Well, it’s a situation where X1X had significantly more bandwidth, compute, and memory capacity to work with. No additional optimization is needed to drive additional gains.

XSX has both compute and bandwidth advantages, but it could be bottlenecked by the amount of memory capacity available, depending on how the developers want to leverage the space available.

But then I would argue this is the difference between optimizing for 1 platform over the other, games on PS5 are optimized to use the full space available. So more buffers and more loading for PS5; Games optimized for XSX would ideally stick to under 10GB, I’m not necessarily sure if that means longer shaders to reduce the number of buffers, or SFS technologies to ensure you’re only loading textures you really need.

Their market position determines which way you will build the game. If XSX can achieve parity why push further? The optimization could require something else entirely and the costs could be massive.
 
What's the limiting factor on 'signal noise issues' and how do other setups with higher BW deal with it?
I think this could be in relation to integrity mixed calls from cpu and gpu to various parts of the memory.
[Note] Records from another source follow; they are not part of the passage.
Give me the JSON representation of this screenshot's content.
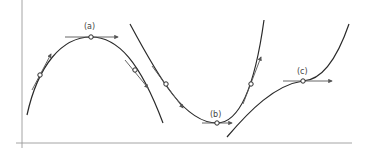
{
  "diagram": {
    "title": "",
    "labels": {
      "a": "(a)",
      "b": "(b)",
      "c": "(c)"
    },
    "points": [
      {
        "id": "a",
        "type": "local-maximum",
        "label": "(a)",
        "x": 91,
        "y": 37
      },
      {
        "id": "b",
        "type": "local-minimum",
        "label": "(b)",
        "x": 217,
        "y": 123
      },
      {
        "id": "c",
        "type": "horizontal-inflection",
        "label": "(c)",
        "x": 303,
        "y": 81
      }
    ],
    "colors": {
      "curve": "#2a2a2a",
      "axis": "#9a9a9a",
      "tangent": "#555555",
      "label": "#444444",
      "background": "#ffffff"
    }
  }
}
Cpu would typically be calling the slower pool, GPU the faster. Symmetrical pool of memory would likely be much easier to handle higher speeds.
 
But the quote says it was in relation to unified memory.

"When we talked to the system team there were a lot of issues around the complexity of signal integrity and what-not. As you know, with the Xbox One X, we went with the 384[-bit interface] but at these incredible speeds - 14gbps with the GDDR6 - we've pushed as hard as we could and we felt that 320 was a good compromise in terms of achieving as high performance as we could while at the same time building the system that would actually work"

14gbps GDDR6 introduced signal issues that warranted a more complex memory solution. PS5's GGDR6 is 14gbps - 256 bit bus is what enables this? So above 320, your GDDR6 @ 14gbps is 'unstable'? What do GPUs do about this for higher BW than XBSX?